Following Becky’s trip across the pond three months ago, I spent last week on another journey to discuss possible overseas venues for the longitude exhibition we are planning.

My trip included the very splendid Australian National Maritime Museum (ANMM) in Sydney, where there are great links to our project. This was clear from the moment the plane approached the airport, which is in Botany Bay, where Captain James Cook landed in 1770 during his first circumnavigation on HMS Endeavour. Whether you consider what followed as European settlement or colonisation, it was certainly a significant moment in Australian history, and determined where the First Fleet would land in 1788.

Sirius artefactsNot surprisingly, Cook and the First Fleet feature in the ANMM’s displays, which include material from the Cook voyage and from HMS Sirius, the flagship of the First Fleet, which was then wrecked off Norfolk Island in 1790. For our project, the First Fleet’s voyage is significant because it was one of several supported by the Board of Longitude. On this occasion they employed William Dawes as astronomer and lent many instruments to the expedition, including Larcum Kendall’s marine timekeeper K1, which had previously gone with Cook.

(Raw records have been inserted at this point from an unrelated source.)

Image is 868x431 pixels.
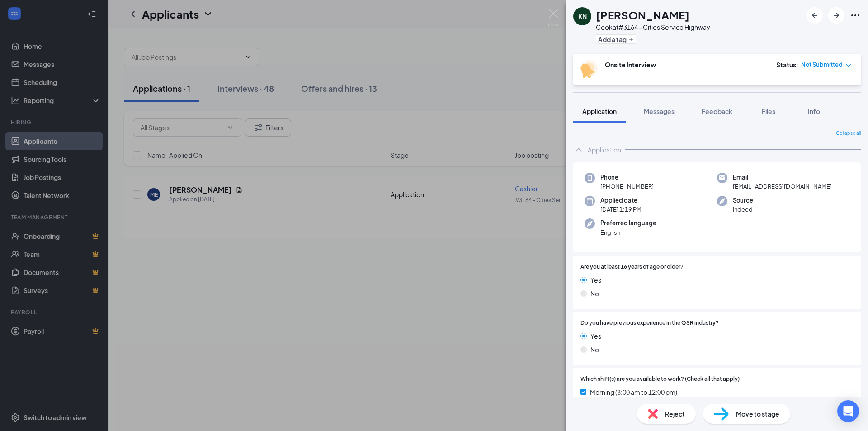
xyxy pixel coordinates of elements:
svg: ArrowLeftNew [809,10,820,20]
span: Move to stage [736,409,779,419]
svg: ArrowRight [831,10,841,20]
svg: Ellipses [850,10,860,20]
div: Application [588,145,621,154]
span: Application [582,107,616,115]
div: Open Intercom Messenger [837,401,859,422]
span: Collapse all [836,130,860,137]
span: Applied date [600,196,641,205]
b: Onsite Interview [605,61,656,69]
span: English [600,228,656,237]
svg: Plus [628,36,634,42]
button: PlusAdd a tag [596,34,636,44]
div: Status : [776,60,798,69]
span: [EMAIL_ADDRESS][DOMAIN_NAME] [733,182,832,191]
span: [PHONE_NUMBER] [600,182,653,191]
div: KN [578,12,587,20]
span: down [845,62,851,69]
span: Do you have previous experience in the QSR industry? [581,319,719,328]
svg: ChevronUp [573,144,584,156]
h1: [PERSON_NAME] [596,8,689,23]
button: ArrowRight [828,8,844,24]
span: Not Submitted [801,60,842,69]
span: Feedback [701,107,732,115]
span: [DATE] 1:19 PM [600,205,641,214]
span: Yes [591,275,601,285]
span: Source [733,196,753,205]
span: Files [762,107,776,115]
span: No [591,288,599,299]
span: Morning (8:00 am to 12:00 pm) [590,387,677,398]
div: Cook at #3164 - Cities Service Highway [596,23,710,32]
span: Which shift(s) are you available to work? (Check all that apply) [581,375,740,384]
button: ArrowLeftNew [807,8,823,24]
span: Indeed [733,205,753,214]
span: Messages [644,107,675,115]
span: Reject [665,409,685,419]
span: Preferred language [600,219,656,228]
span: Phone [600,173,653,182]
span: Info [808,107,820,115]
span: Yes [591,331,601,341]
span: Email [733,173,832,182]
span: No [591,344,599,354]
span: Are you at least 16 years of age or older? [581,263,684,272]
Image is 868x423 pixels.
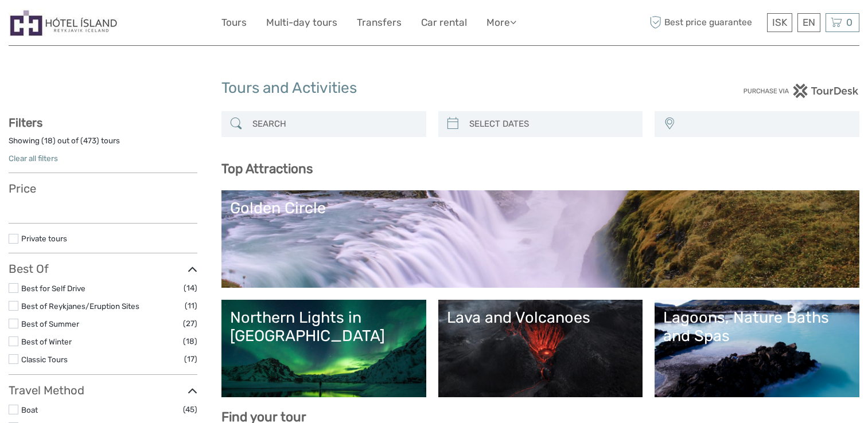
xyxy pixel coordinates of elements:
[21,337,72,346] a: Best of Winter
[421,14,467,31] a: Car rental
[230,199,850,217] div: Golden Circle
[9,154,58,163] a: Clear all filters
[663,308,850,345] div: Lagoons, Nature Baths and Spas
[230,308,418,345] div: Northern Lights in [GEOGRAPHIC_DATA]
[21,234,67,243] a: Private tours
[772,16,787,28] span: ISK
[230,199,850,279] a: Golden Circle
[663,308,850,389] a: Lagoons, Nature Baths and Spas
[447,308,634,389] a: Lava and Volcanoes
[230,308,418,389] a: Northern Lights in [GEOGRAPHIC_DATA]
[797,14,820,32] div: EN
[266,14,337,31] a: Multi-day tours
[743,83,859,98] img: PurchaseViaTourDesk.png
[21,301,140,310] a: Best of Reykjanes/Eruption Sites
[44,135,53,146] label: 18
[21,405,38,414] a: Boat
[9,9,119,37] img: Hótel Ísland
[9,383,197,397] h3: Travel Method
[646,14,764,32] span: Best price guarantee
[21,355,68,364] a: Classic Tours
[184,352,197,365] span: (17)
[357,14,401,31] a: Transfers
[9,182,197,195] h3: Price
[447,308,634,327] div: Lava and Volcanoes
[183,317,197,330] span: (27)
[185,299,197,313] span: (11)
[222,79,647,98] h1: Tours and Activities
[486,14,516,31] a: More
[222,161,313,177] b: Top Attractions
[184,281,197,295] span: (14)
[183,335,197,348] span: (18)
[183,403,197,416] span: (45)
[844,16,854,28] span: 0
[9,262,197,276] h3: Best Of
[83,135,96,146] label: 473
[9,116,43,130] strong: Filters
[248,114,420,134] input: SEARCH
[21,283,86,293] a: Best for Self Drive
[222,14,247,31] a: Tours
[9,135,197,153] div: Showing ( ) out of ( ) tours
[21,319,79,328] a: Best of Summer
[465,114,637,134] input: SELECT DATES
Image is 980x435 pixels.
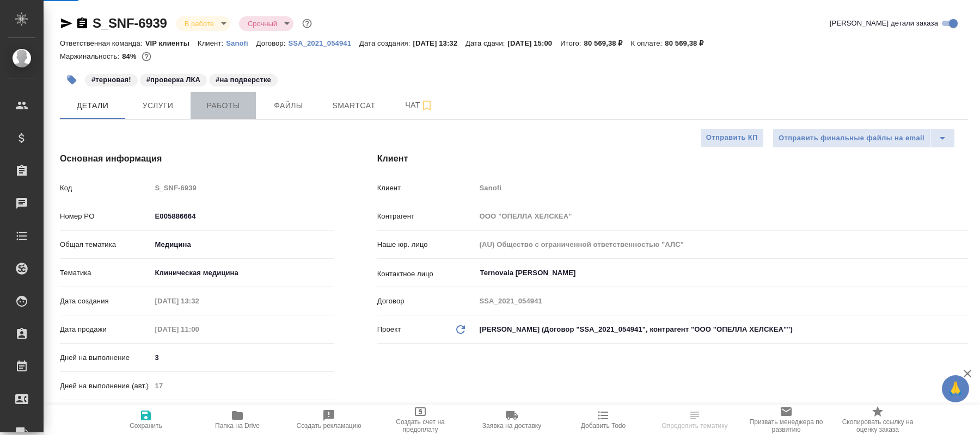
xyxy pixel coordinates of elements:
[151,321,246,337] input: Пустое поле
[832,404,923,435] button: Скопировать ссылку на оценку заказа
[244,19,280,29] button: Срочный
[60,240,151,250] p: Общая тематика
[84,75,139,84] span: терновая!
[328,99,380,112] span: Smartcat
[60,68,84,92] button: Добавить тэг
[151,350,333,366] input: ✎ Введи что-нибудь
[377,240,476,250] p: Наше юр. лицо
[747,418,825,433] span: Призвать менеджера по развитию
[946,377,964,400] span: 🙏
[60,296,151,306] p: Дата создания
[92,75,131,85] p: #терновая!
[92,16,167,31] a: S_SNF-6939
[581,422,625,430] span: Добавить Todo
[139,49,153,64] button: 10893.24 RUB;
[256,39,289,47] p: Договор:
[420,99,433,112] svg: Подписаться
[377,211,476,222] p: Контрагент
[151,264,333,282] div: Клиническая медицина
[377,296,476,306] p: Договор
[139,75,208,84] span: проверка ЛКА
[706,132,758,144] span: Отправить КП
[700,129,764,147] button: Отправить КП
[288,39,359,47] p: SSA_2021_054941
[263,99,315,112] span: Файлы
[962,272,964,274] button: Open
[381,418,459,433] span: Создать счет на предоплату
[151,378,333,393] input: Пустое поле
[176,16,230,31] div: В работе
[374,404,466,435] button: Создать счет на предоплату
[132,99,184,112] span: Услуги
[226,39,256,47] p: Sanofi
[476,180,968,196] input: Пустое поле
[584,39,631,47] p: 80 569,38 ₽
[226,38,256,47] a: Sanofi
[60,17,73,30] button: Скопировать ссылку для ЯМессенджера
[482,422,541,430] span: Заявка на доставку
[181,19,217,29] button: В работе
[508,39,561,47] p: [DATE] 15:00
[197,99,250,112] span: Работы
[60,211,151,222] p: Номер PO
[779,132,924,145] span: Отправить финальные файлы на email
[558,404,649,435] button: Добавить Todo
[66,99,119,112] span: Детали
[476,236,968,253] input: Пустое поле
[192,404,283,435] button: Папка на Drive
[60,267,151,279] p: Тематика
[151,293,246,309] input: Пустое поле
[216,75,271,85] p: #на подверстке
[377,269,476,279] p: Контактное лицо
[122,52,139,60] p: 84%
[60,324,151,335] p: Дата продажи
[60,182,151,193] p: Код
[359,39,413,47] p: Дата создания:
[60,353,151,363] p: Дней на выполнение
[772,129,955,148] div: split button
[377,324,401,335] p: Проект
[151,180,333,196] input: Пустое поле
[476,208,968,224] input: Пустое поле
[60,380,151,392] p: Дней на выполнение (авт.)
[476,320,968,339] div: [PERSON_NAME] (Договор "SSA_2021_054941", контрагент "ООО "ОПЕЛЛА ХЕЛСКЕА"")
[665,39,712,47] p: 80 569,38 ₽
[631,39,665,47] p: К оплате:
[465,39,508,47] p: Дата сдачи:
[239,16,293,31] div: В работе
[129,422,162,430] span: Сохранить
[560,39,584,47] p: Итого:
[942,375,969,403] button: 🙏
[208,75,279,84] span: на подверстке
[215,422,259,430] span: Папка на Drive
[146,75,200,85] p: #проверка ЛКА
[393,99,445,112] span: Чат
[151,236,333,254] div: Медицина
[662,422,727,430] span: Определить тематику
[198,39,226,47] p: Клиент:
[60,52,122,60] p: Маржинальность:
[60,153,333,166] h4: Основная информация
[296,422,361,430] span: Создать рекламацию
[413,39,465,47] p: [DATE] 13:32
[146,39,198,47] p: VIP клиенты
[838,418,916,433] span: Скопировать ссылку на оценку заказа
[100,404,192,435] button: Сохранить
[300,16,314,31] button: Доп статусы указывают на важность/срочность заказа
[151,208,333,224] input: ✎ Введи что-нибудь
[740,404,832,435] button: Призвать менеджера по развитию
[75,17,89,30] button: Скопировать ссылку
[377,153,968,166] h4: Клиент
[829,18,938,29] span: [PERSON_NAME] детали заказа
[60,39,146,47] p: Ответственная команда:
[649,404,740,435] button: Определить тематику
[288,38,359,47] a: SSA_2021_054941
[466,404,558,435] button: Заявка на доставку
[283,404,374,435] button: Создать рекламацию
[377,182,476,193] p: Клиент
[772,129,930,148] button: Отправить финальные файлы на email
[476,293,968,309] input: Пустое поле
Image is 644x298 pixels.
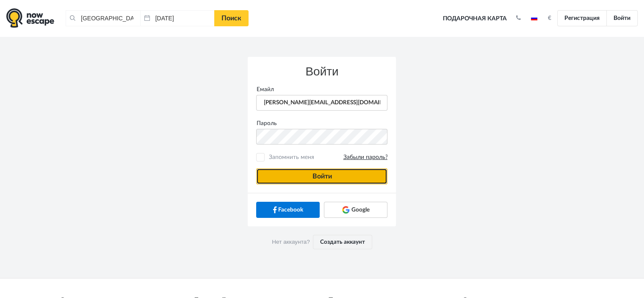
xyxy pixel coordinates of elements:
[66,10,140,26] input: Город или название квеста
[250,85,393,94] label: Емайл
[140,10,215,26] input: Дата
[324,202,387,218] a: Google
[606,10,637,26] a: Войти
[548,15,551,21] strong: €
[351,206,369,214] span: Google
[256,65,387,78] h3: Войти
[440,9,510,28] a: Подарочная карта
[266,153,387,161] span: Запомнить меня
[7,8,54,28] img: logo
[343,153,387,161] a: Забыли пароль?
[278,206,303,214] span: Facebook
[256,168,387,184] button: Войти
[543,14,555,22] button: €
[531,16,537,20] img: ru.jpg
[214,10,248,26] a: Поиск
[256,202,320,218] a: Facebook
[258,154,263,160] input: Запомнить меняЗабыли пароль?
[557,10,606,26] a: Регистрация
[247,226,396,258] div: Нет аккаунта?
[313,235,372,249] a: Создать аккаунт
[250,119,393,127] label: Пароль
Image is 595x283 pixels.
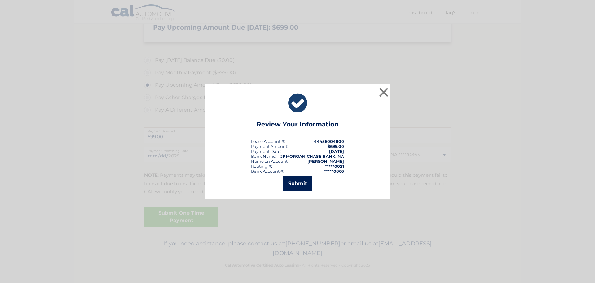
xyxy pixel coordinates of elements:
div: Bank Name: [251,154,277,158]
span: $699.00 [328,144,344,149]
span: Payment Date [251,149,281,154]
span: [DATE] [329,149,344,154]
button: × [378,86,390,98]
button: Submit [283,176,312,191]
div: Name on Account: [251,158,289,163]
div: Bank Account #: [251,168,284,173]
div: : [251,149,282,154]
div: Routing #: [251,163,272,168]
strong: [PERSON_NAME] [308,158,344,163]
div: Payment Amount: [251,144,288,149]
h3: Review Your Information [257,120,339,131]
strong: 44456004800 [314,139,344,144]
div: Lease Account #: [251,139,285,144]
strong: JPMORGAN CHASE BANK, NA [281,154,344,158]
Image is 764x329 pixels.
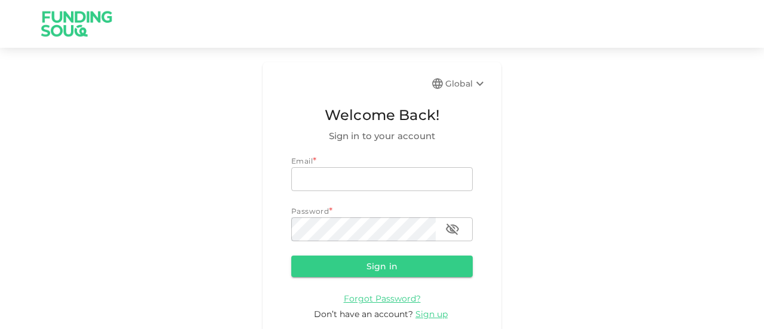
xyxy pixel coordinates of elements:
span: Password [291,207,329,215]
span: Don’t have an account? [314,309,413,319]
input: email [291,167,473,191]
span: Sign up [415,309,448,319]
button: Sign in [291,255,473,277]
span: Email [291,156,313,165]
span: Forgot Password? [344,293,421,304]
div: Global [445,76,487,91]
input: password [291,217,436,241]
span: Sign in to your account [291,129,473,143]
span: Welcome Back! [291,104,473,127]
a: Forgot Password? [344,292,421,304]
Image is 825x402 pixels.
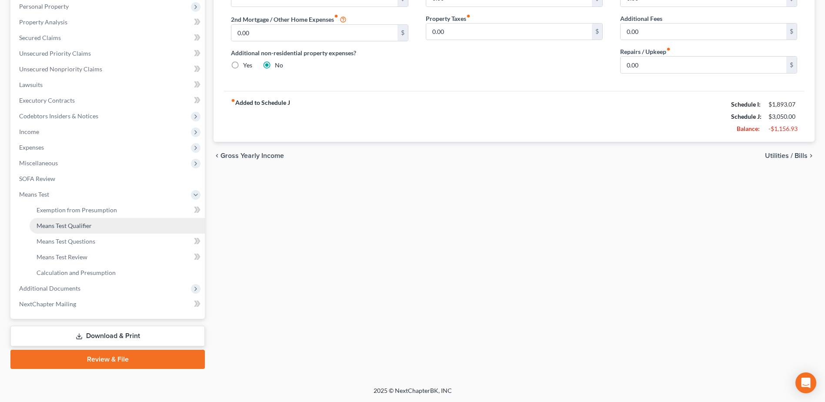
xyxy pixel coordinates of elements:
[19,3,69,10] span: Personal Property
[30,233,205,249] a: Means Test Questions
[37,269,116,276] span: Calculation and Presumption
[620,14,662,23] label: Additional Fees
[30,202,205,218] a: Exemption from Presumption
[736,125,759,132] strong: Balance:
[12,296,205,312] a: NextChapter Mailing
[275,61,283,70] label: No
[19,81,43,88] span: Lawsuits
[768,100,797,109] div: $1,893.07
[30,218,205,233] a: Means Test Qualifier
[426,23,592,40] input: --
[30,249,205,265] a: Means Test Review
[666,47,670,51] i: fiber_manual_record
[213,152,284,159] button: chevron_left Gross Yearly Income
[243,61,252,70] label: Yes
[30,265,205,280] a: Calculation and Presumption
[12,30,205,46] a: Secured Claims
[397,25,408,41] div: $
[37,253,87,260] span: Means Test Review
[768,124,797,133] div: -$1,156.93
[19,96,75,104] span: Executory Contracts
[37,222,92,229] span: Means Test Qualifier
[19,300,76,307] span: NextChapter Mailing
[12,14,205,30] a: Property Analysis
[12,77,205,93] a: Lawsuits
[786,23,796,40] div: $
[19,50,91,57] span: Unsecured Priority Claims
[10,326,205,346] a: Download & Print
[12,171,205,186] a: SOFA Review
[12,46,205,61] a: Unsecured Priority Claims
[231,48,408,57] label: Additional non-residential property expenses?
[12,61,205,77] a: Unsecured Nonpriority Claims
[620,23,786,40] input: --
[466,14,470,18] i: fiber_manual_record
[19,65,102,73] span: Unsecured Nonpriority Claims
[765,152,814,159] button: Utilities / Bills chevron_right
[426,14,470,23] label: Property Taxes
[19,175,55,182] span: SOFA Review
[19,159,58,166] span: Miscellaneous
[19,18,67,26] span: Property Analysis
[37,206,117,213] span: Exemption from Presumption
[786,57,796,73] div: $
[10,349,205,369] a: Review & File
[37,237,95,245] span: Means Test Questions
[165,386,660,402] div: 2025 © NextChapterBK, INC
[19,112,98,120] span: Codebtors Insiders & Notices
[19,128,39,135] span: Income
[231,98,290,135] strong: Added to Schedule J
[19,34,61,41] span: Secured Claims
[731,100,760,108] strong: Schedule I:
[19,143,44,151] span: Expenses
[768,112,797,121] div: $3,050.00
[765,152,807,159] span: Utilities / Bills
[795,372,816,393] div: Open Intercom Messenger
[334,14,338,18] i: fiber_manual_record
[620,47,670,56] label: Repairs / Upkeep
[231,98,235,103] i: fiber_manual_record
[807,152,814,159] i: chevron_right
[231,14,346,24] label: 2nd Mortgage / Other Home Expenses
[731,113,761,120] strong: Schedule J:
[213,152,220,159] i: chevron_left
[220,152,284,159] span: Gross Yearly Income
[620,57,786,73] input: --
[19,190,49,198] span: Means Test
[592,23,602,40] div: $
[231,25,397,41] input: --
[12,93,205,108] a: Executory Contracts
[19,284,80,292] span: Additional Documents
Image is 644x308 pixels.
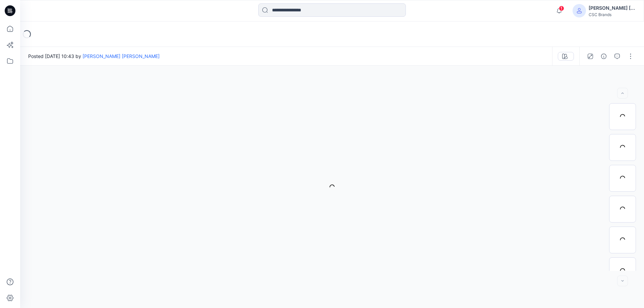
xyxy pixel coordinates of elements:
div: [PERSON_NAME] [PERSON_NAME] [589,4,636,12]
span: 1 [559,6,564,11]
svg: avatar [576,8,582,14]
a: [PERSON_NAME] [PERSON_NAME] [82,53,160,59]
span: Posted [DATE] 10:43 by [28,53,160,59]
div: CSC Brands [589,12,636,17]
button: Details [599,51,609,62]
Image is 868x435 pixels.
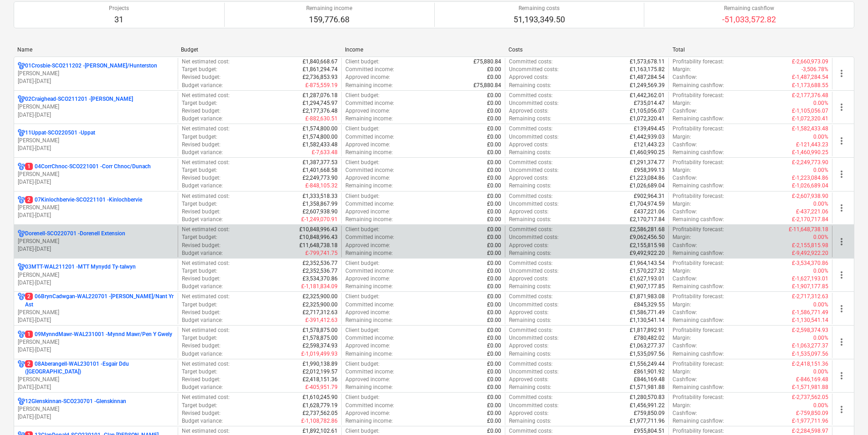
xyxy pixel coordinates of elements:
[630,159,665,166] p: £1,291,374.77
[18,62,25,70] div: Project has multi currencies enabled
[672,73,697,81] p: Cashflow :
[25,196,33,204] span: 2
[509,193,553,200] p: Committed costs :
[672,208,697,216] p: Cashflow :
[836,203,847,214] span: more_vert
[813,133,828,141] p: 0.00%
[473,82,501,89] p: £75,880.84
[509,115,551,123] p: Remaining costs :
[634,125,665,133] p: £139,494.45
[509,159,553,166] p: Committed costs :
[303,125,338,133] p: £1,574,800.00
[18,413,174,421] p: [DATE] - [DATE]
[345,275,390,282] p: Approved income :
[303,174,338,182] p: £2,249,773.90
[18,129,174,153] div: 11Uppat-SCO220501 -Uppat[PERSON_NAME][DATE]-[DATE]
[630,133,665,141] p: £1,442,939.03
[182,149,223,156] p: Budget variance :
[303,200,338,208] p: £1,358,867.99
[345,82,393,89] p: Remaining income :
[630,58,665,65] p: £1,573,678.11
[345,133,394,141] p: Committed income :
[303,208,338,216] p: £2,607,938.90
[299,233,338,241] p: £10,848,996.43
[487,73,501,81] p: £0.00
[672,58,724,65] p: Profitability forecast :
[792,193,828,200] p: £-2,607,938.90
[345,216,393,223] p: Remaining income :
[18,204,174,212] p: [PERSON_NAME]
[182,166,217,174] p: Target budget :
[672,115,724,123] p: Remaining cashflow :
[345,159,380,166] p: Client budget :
[487,92,501,99] p: £0.00
[813,267,828,275] p: 0.00%
[487,115,501,123] p: £0.00
[182,58,230,65] p: Net estimated cost :
[672,233,691,241] p: Margin :
[487,225,501,233] p: £0.00
[303,267,338,275] p: £2,352,536.77
[18,383,174,391] p: [DATE] - [DATE]
[345,249,393,257] p: Remaining income :
[630,267,665,275] p: £1,570,227.32
[303,107,338,115] p: £2,177,376.48
[18,137,174,145] p: [PERSON_NAME]
[17,47,173,53] div: Name
[836,236,847,247] span: more_vert
[345,241,390,249] p: Approved income :
[18,397,25,405] div: Project has multi currencies enabled
[18,271,174,279] p: [PERSON_NAME]
[509,133,558,141] p: Uncommitted costs :
[25,360,174,376] p: 08Aberangell-WAL230101 - Esgair Ddu ([GEOGRAPHIC_DATA])
[305,249,338,257] p: £-799,741.75
[630,115,665,123] p: £1,072,320.41
[789,225,828,233] p: £-11,648,738.18
[792,92,828,99] p: £-2,177,376.48
[18,360,174,392] div: 208Aberangell-WAL230101 -Esgair Ddu ([GEOGRAPHIC_DATA])[PERSON_NAME][DATE]-[DATE]
[182,200,217,208] p: Target budget :
[18,230,25,237] div: Project has multi currencies enabled
[18,103,174,111] p: [PERSON_NAME]
[487,193,501,200] p: £0.00
[182,249,223,257] p: Budget variance :
[25,129,95,137] p: 11Uppat-SCO220501 - Uppat
[182,107,221,115] p: Revised budget :
[487,174,501,182] p: £0.00
[509,107,548,115] p: Approved costs :
[672,193,724,200] p: Profitability forecast :
[18,129,25,137] div: Project has multi currencies enabled
[303,99,338,107] p: £1,294,745.97
[18,245,174,252] p: [DATE] - [DATE]
[182,267,217,275] p: Target budget :
[182,182,223,190] p: Budget variance :
[487,166,501,174] p: £0.00
[792,159,828,166] p: £-2,249,773.90
[672,225,724,233] p: Profitability forecast :
[18,376,174,383] p: [PERSON_NAME]
[672,47,829,53] div: Total
[345,58,380,65] p: Client budget :
[181,47,338,53] div: Budget
[18,62,174,85] div: 01Crosbie-SCO211202 -[PERSON_NAME]/Hunterston[PERSON_NAME][DATE]-[DATE]
[836,135,847,146] span: more_vert
[634,166,665,174] p: £958,399.13
[792,125,828,133] p: £-1,582,433.48
[509,259,553,267] p: Committed costs :
[508,47,665,53] div: Costs
[345,182,393,190] p: Remaining income :
[813,99,828,107] p: 0.00%
[182,225,230,233] p: Net estimated cost :
[813,233,828,241] p: 0.00%
[813,200,828,208] p: 0.00%
[18,163,25,171] div: Project has multi currencies enabled
[109,14,129,25] p: 31
[630,249,665,257] p: £9,492,922.20
[303,141,338,149] p: £1,582,433.48
[182,65,217,73] p: Target budget :
[345,47,501,53] div: Income
[345,99,394,107] p: Committed income :
[630,92,665,99] p: £1,442,362.01
[18,196,174,219] div: 207Kinlochbervie-SCO221101 -Kinlochbervie[PERSON_NAME][DATE]-[DATE]
[672,259,724,267] p: Profitability forecast :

I could go on and on with these links: Matthew Flinders, Captain Bligh and the Bounty, for instance, are all important stories in Sydney and to us. But there are also some other less obvious avenues we are exploring in thinking about the exhibition. One of these concerns VOC voyages to the Dutch East Indies in the seventeenth century. To get to their destination, the Dutch ships would sail east from the Cape of Good Hope until they reckoned it was time to head north to what is now Indonesia. The problem came in estimating that east-west position, which is where some came to grief, most famously the Batavia, which was wrecked off the coast of Western Australia – the beginning of a long and sorry tale. Its story would make a good introduction to the importance of knowing your longitude and to why people were making long voyages in unfamiliar waters.

You can probably tell I’m brimming with ideas from the trip, so let’s hope an Australian leg of the tour does come about. Much planning to do before then, though!

Image: material from HMS Sirius on display at the Australian National Maritime Museum. By the way, the anchor is huge!